_Material shown_
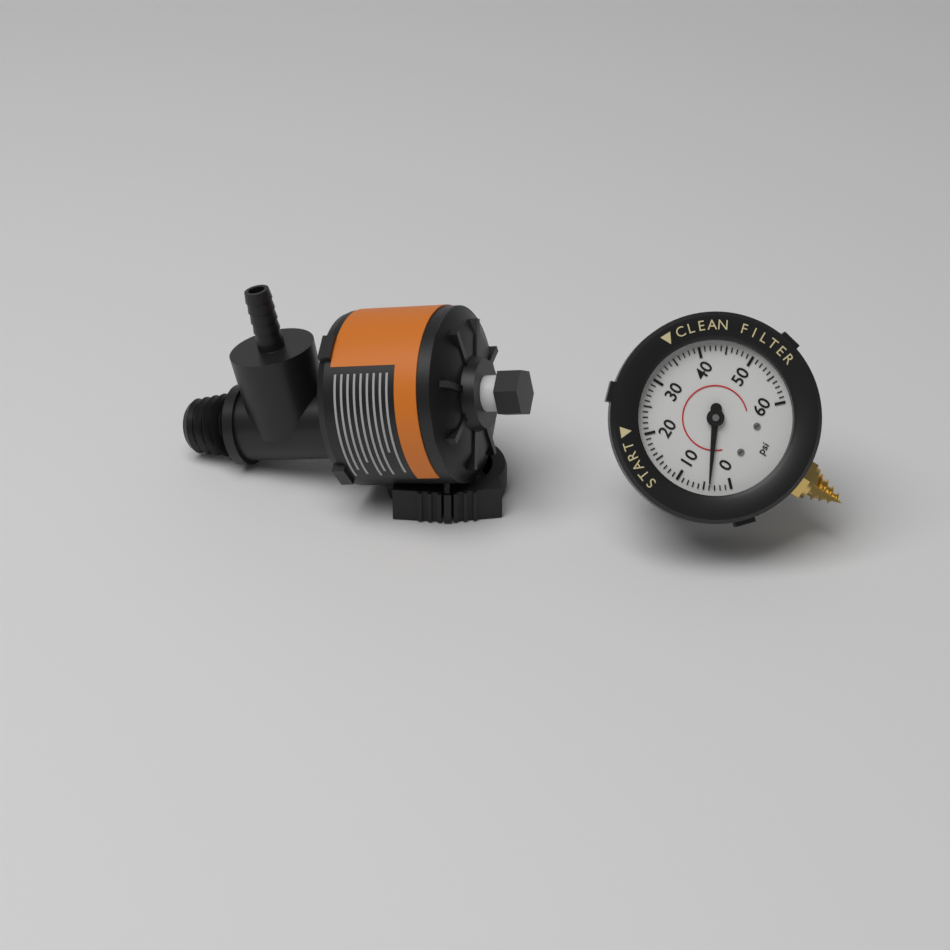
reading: 4 psi
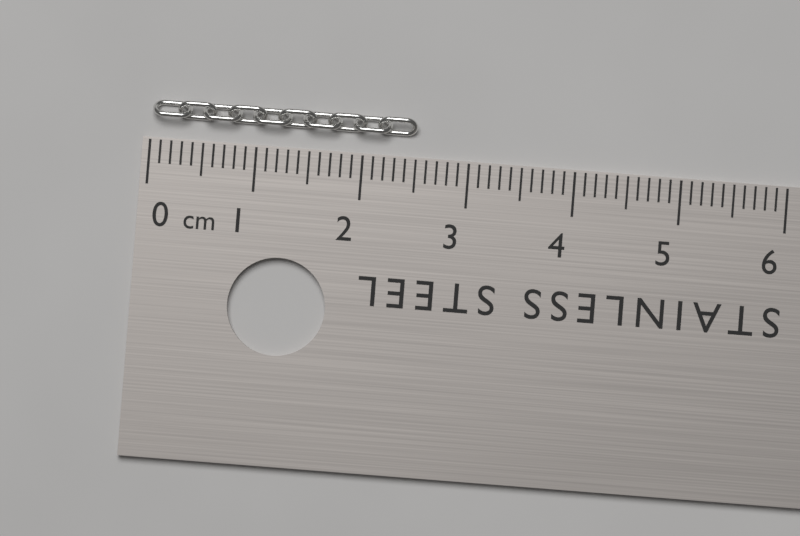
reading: 2.5 cm
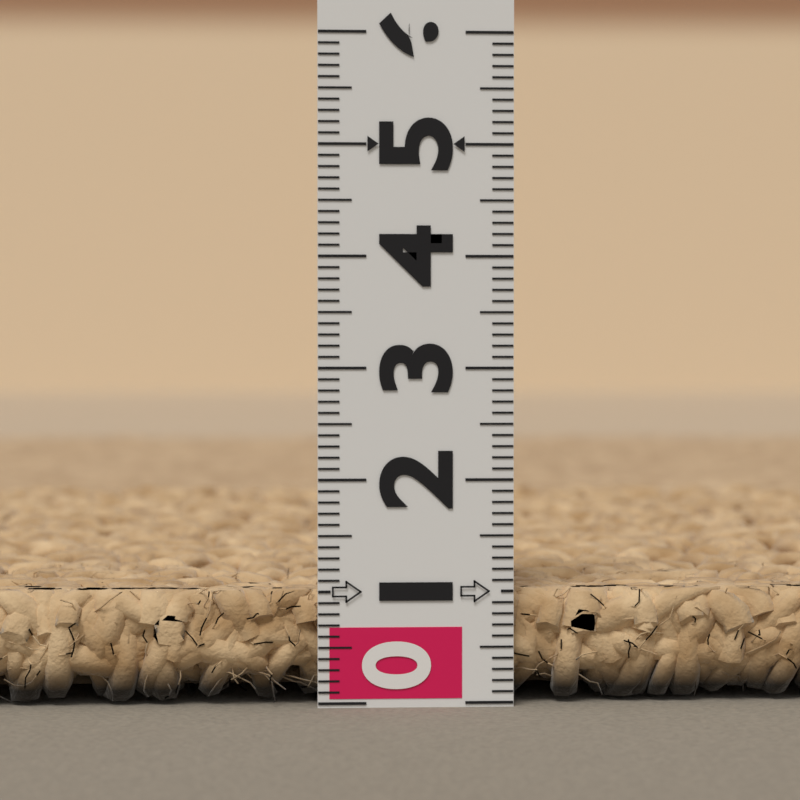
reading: 1.0 (no unit)
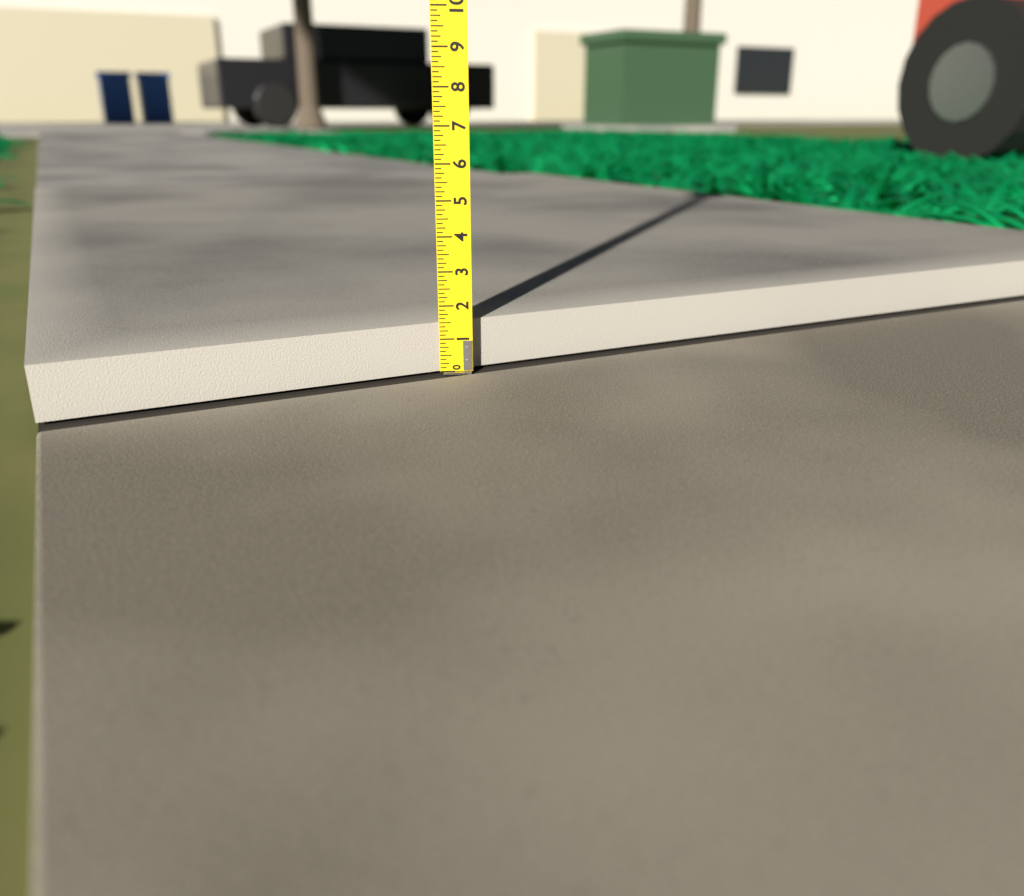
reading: 1.500 (no unit)
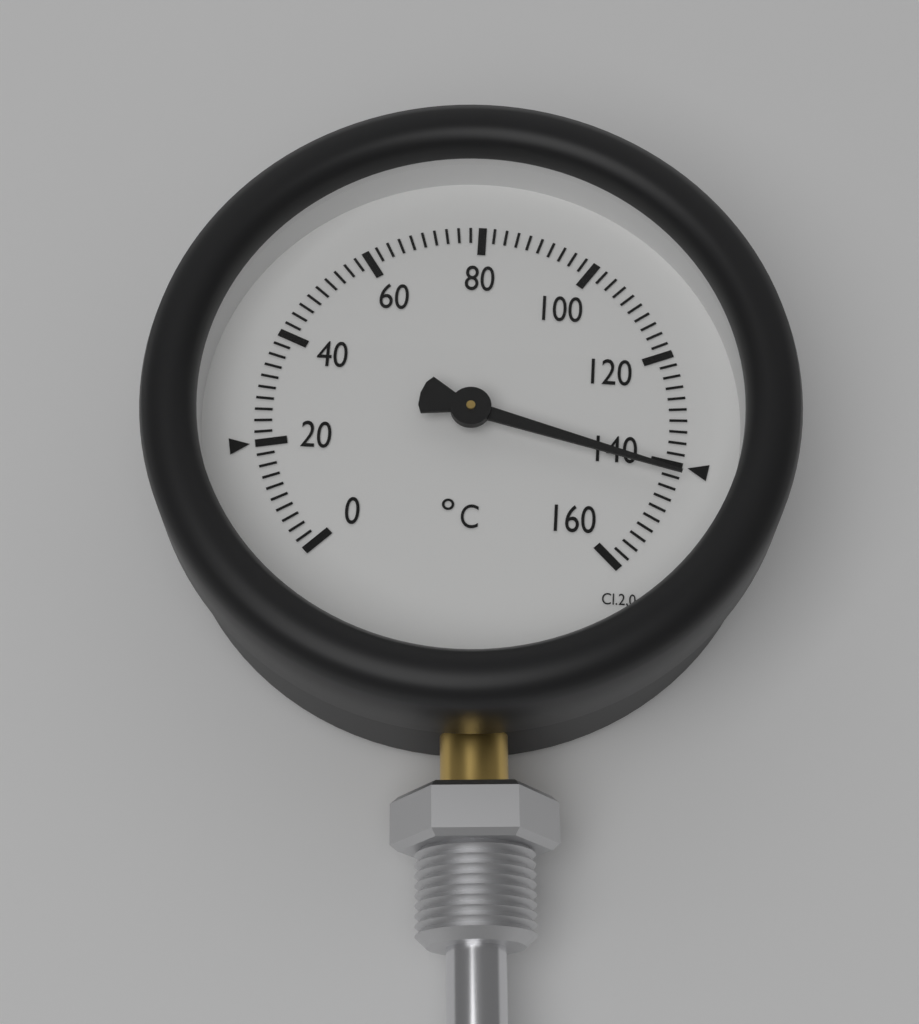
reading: 142 °C
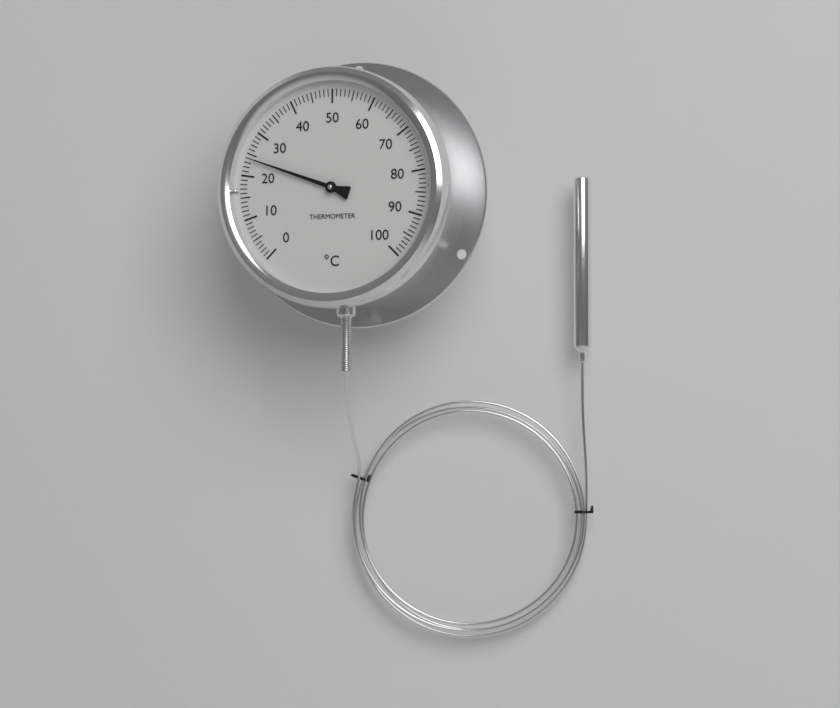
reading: 24 °C
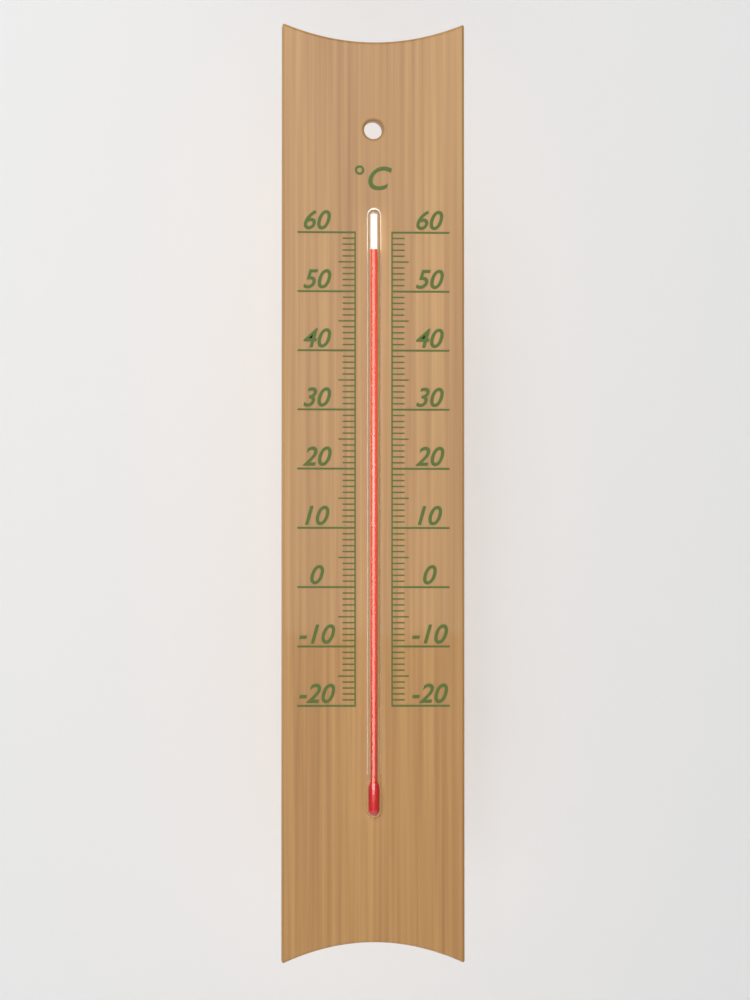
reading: 57 °C
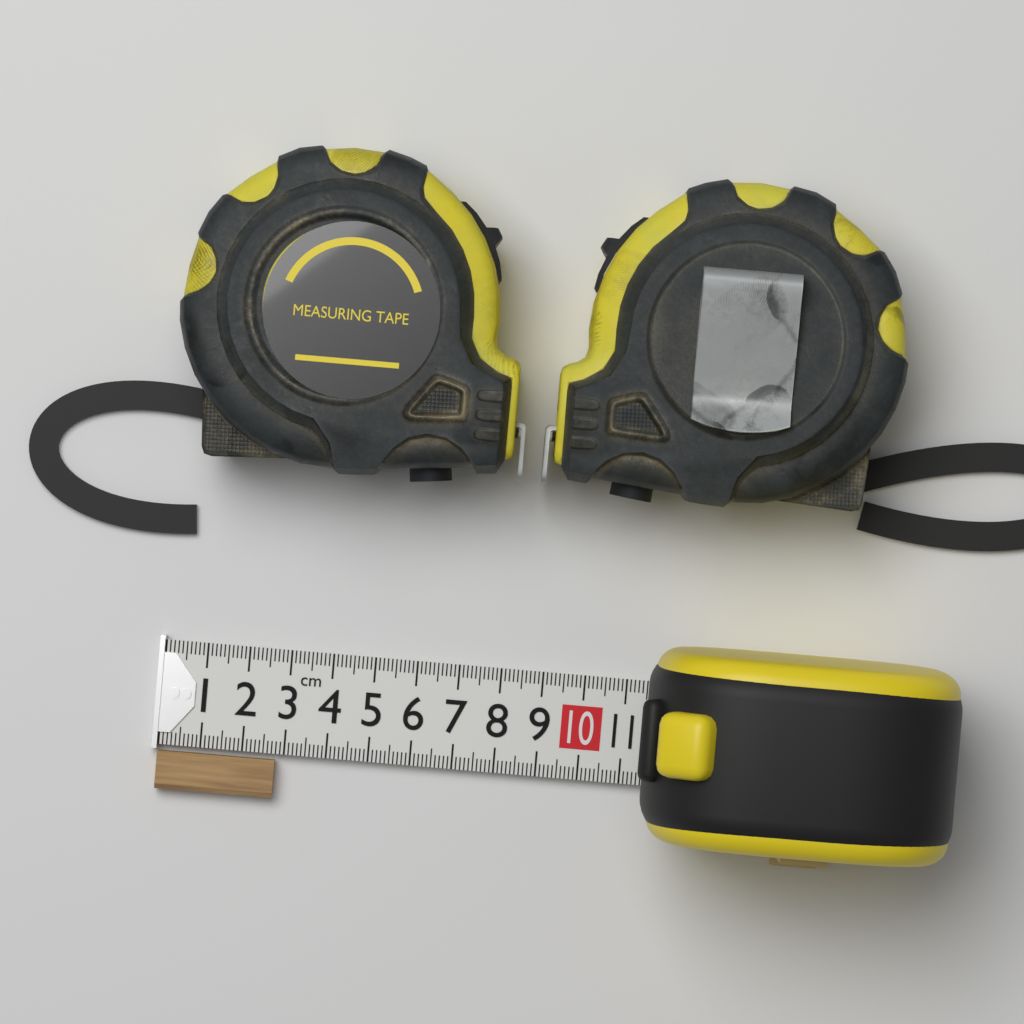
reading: 2.8 cm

_Exercise goal_
Please write out all the data again word for word, but not the pictures.

_Solution to this problem_
reading: 4 psi
reading: 2.5 cm
reading: 1.0 (no unit)
reading: 1.500 (no unit)
reading: 142 °C
reading: 24 °C
reading: 57 °C
reading: 2.8 cm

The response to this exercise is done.